Supplemental questions

What could be causing this scenario to happen?

There is a hardware fault of some kind. RX is stuck at 1. This can be because of a hardware connection between the transceiver RX and the CAN controller RX pin was broken and RX floated high, or it could be because the bus was idle but the connection from the controller TX to the transceiver TX was broken (the transceiver will float high if the TX pin is not driven).

What could be the consequences?

If TX connection is broken then the consequences are confined to the transmitting node: frames will get stuck in the controller and never be sent. Depending on the CAN controller hardware, the node may receive frames from the bus (the ISO 11898 specification does not prohibit receiving frames during Bus Off). Or the CAN bus may appear to go silent and various heartbeat messages not be received.

If the TX connection is not broken and the RX is stuck at 1 then the consequences for the bus could be dire: the signal in the trace will be overlaid on to the bus, causing many frame failures. The periodicity of the bursts is 3.65ms, of which 2.84ms is in Bus Off. In other words, for nearly 22% of the time, the node is disrupting CAN bus communication. For a bus that is running with a high utilisation and hard real-time communications requirements on CAN frames, that is seriously disruptive. It could cause a lot of consequential failures at other nodes.

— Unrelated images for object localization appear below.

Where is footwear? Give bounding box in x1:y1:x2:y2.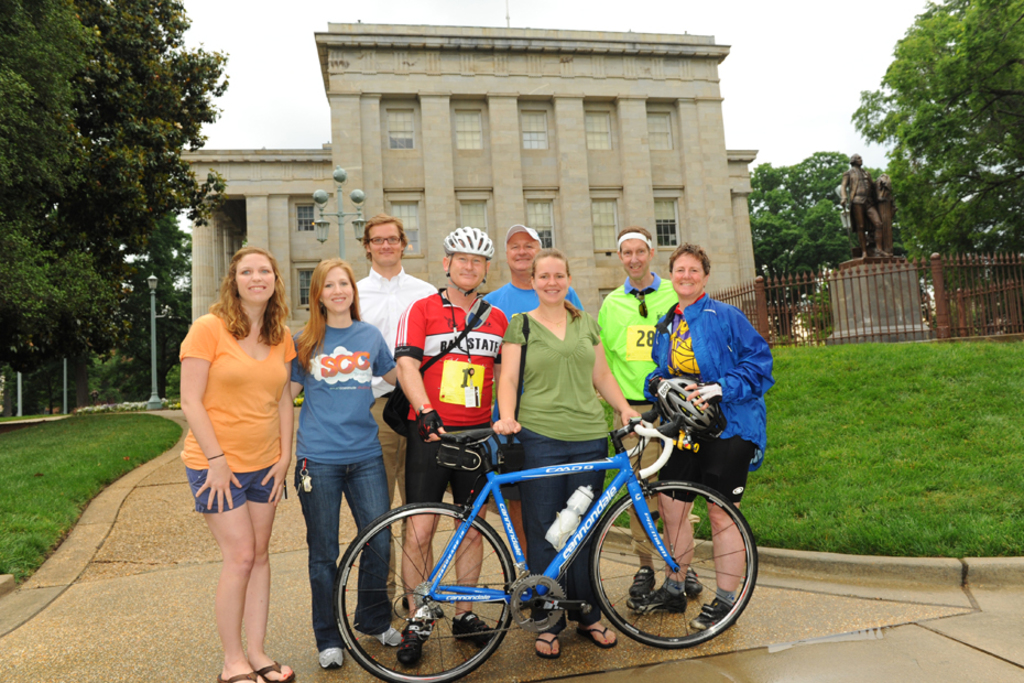
260:659:297:682.
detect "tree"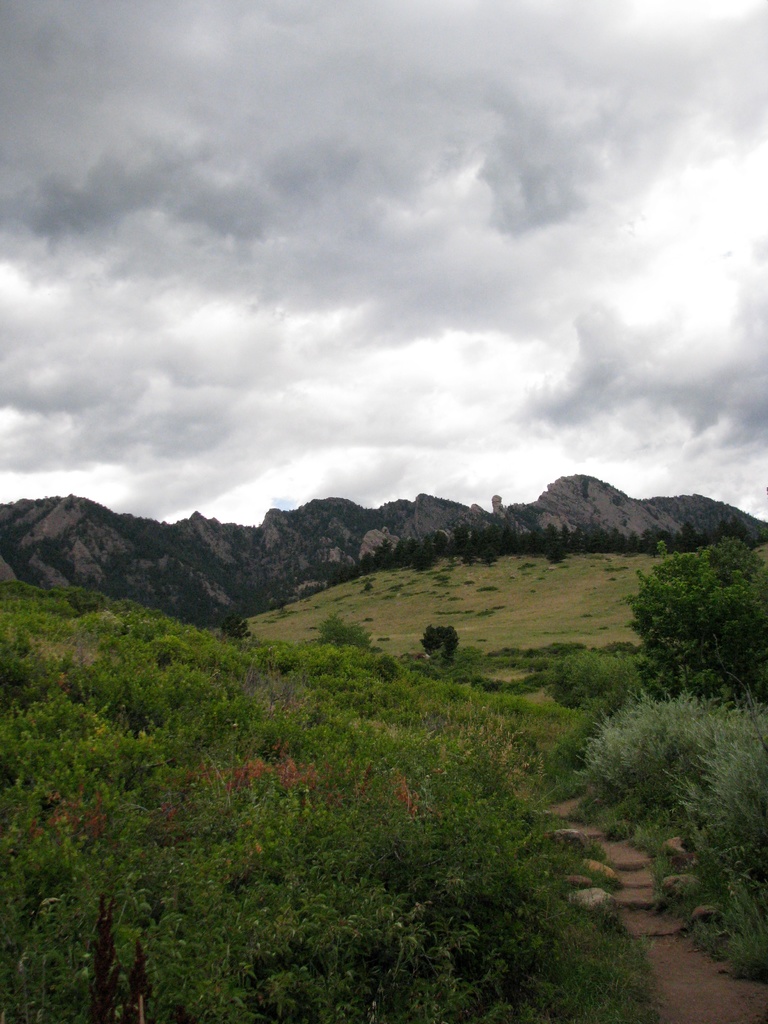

How could the situation be detected?

The node can detect the problem from type of errors: it’s a 0-to-1 bit error. Normally this should be very rare and maybe never seen. But the trace above will show it to be very common. Some controllers will report the error type, and some will report which type of bit error (1-to-0 vs. 0-to-1) is seen.

The situation can also be detected by software keeping track of the number of times the controller goes Bus Off. For controllers that automatically recover this is less straightforward than for controllers that are explicitly instructed to recover, usually requiring a “Gone bus off” event to be detected (typically by an interrupt service routine). If the node experiences a fault soon after recovering from bus off then this fault has occurred.

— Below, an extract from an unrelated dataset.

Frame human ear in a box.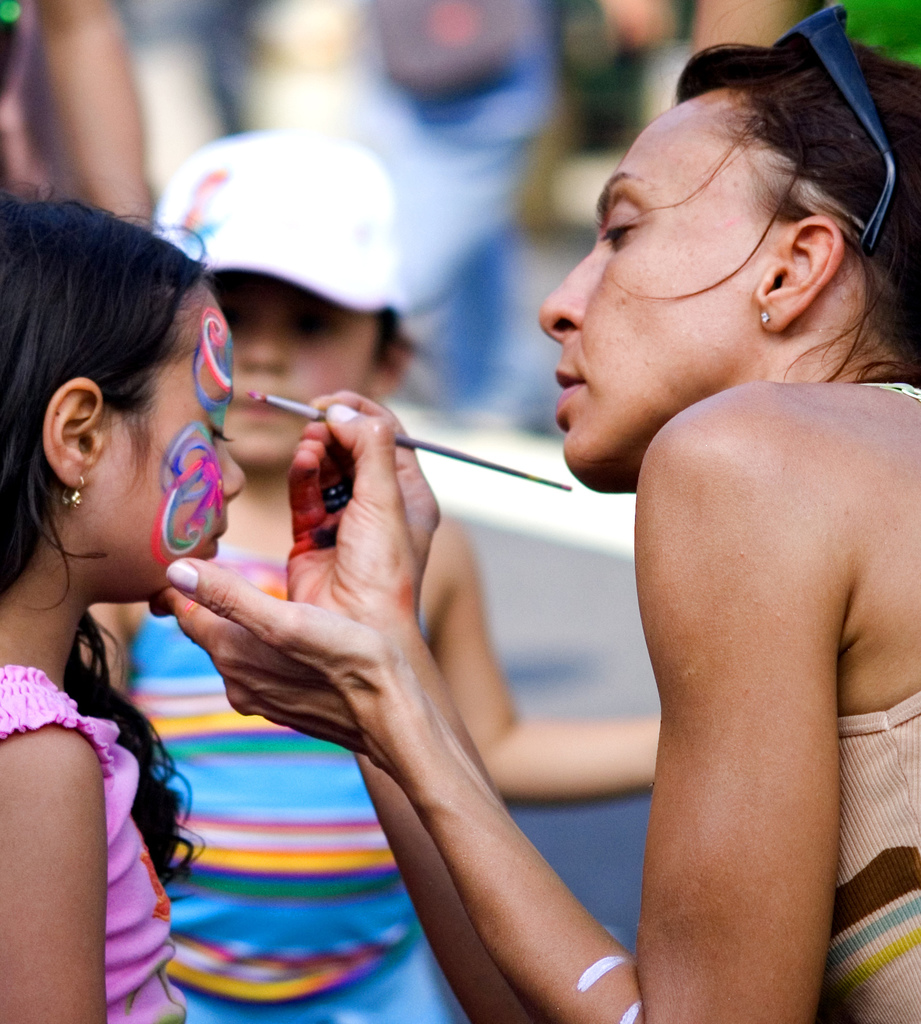
{"x1": 757, "y1": 217, "x2": 844, "y2": 328}.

How could it be mitigated?

The most important thing to do is to not allow automatic Bus Off recovery and instead operate a network management policy that explicitly requests recovery, with a permaent disconnect if recovery fails (or at least a long delay between recovery attempts, long enough not to disrupt the bus too much). The way to do this with CAN controller hardware that automatically recovers is to handle the interrupt indicating a Bus Off event and then forcibly put the controller into an offline state and then later do a clean recovery.

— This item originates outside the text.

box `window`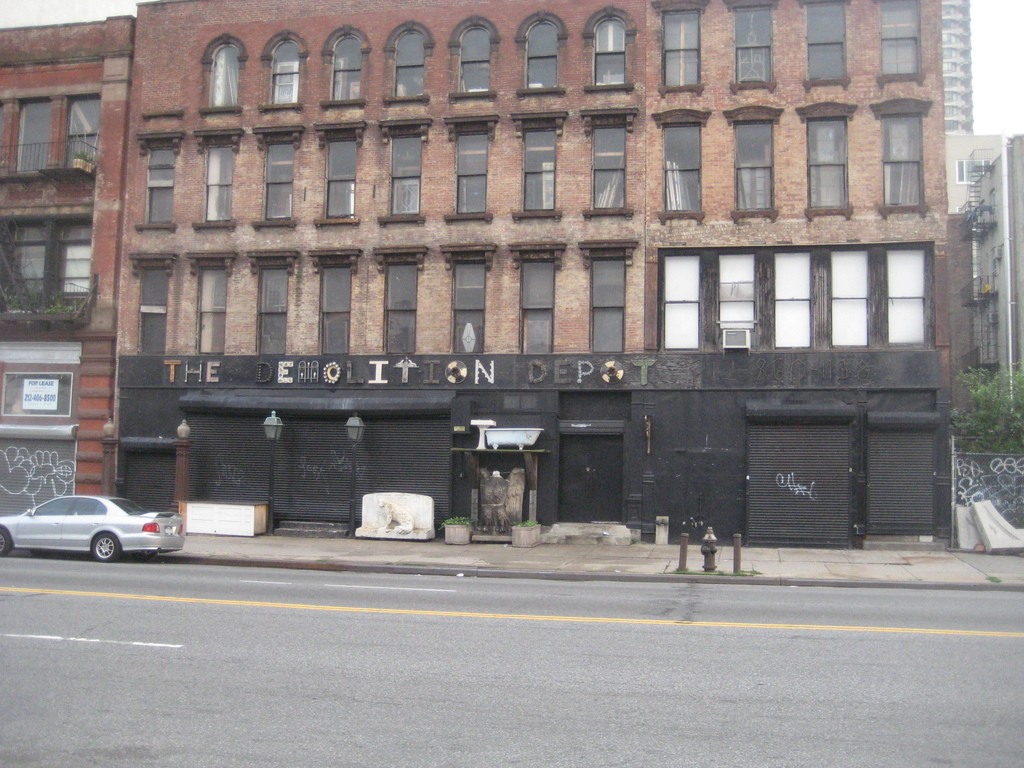
rect(141, 262, 166, 353)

Super-Expert Level Supplemental Question

Which CAN controller is this?

This is the MCP2515. While it is not unique in recovering automatically from Bus Off, it has a particular design failing: the transmit buffers are not flushed when going into Bus Off. So it will, unless specifically prevented by software, immediately try to re-send whatever is in its transmit buffer and, with this stuck-at fault, do so in a short period loop forever.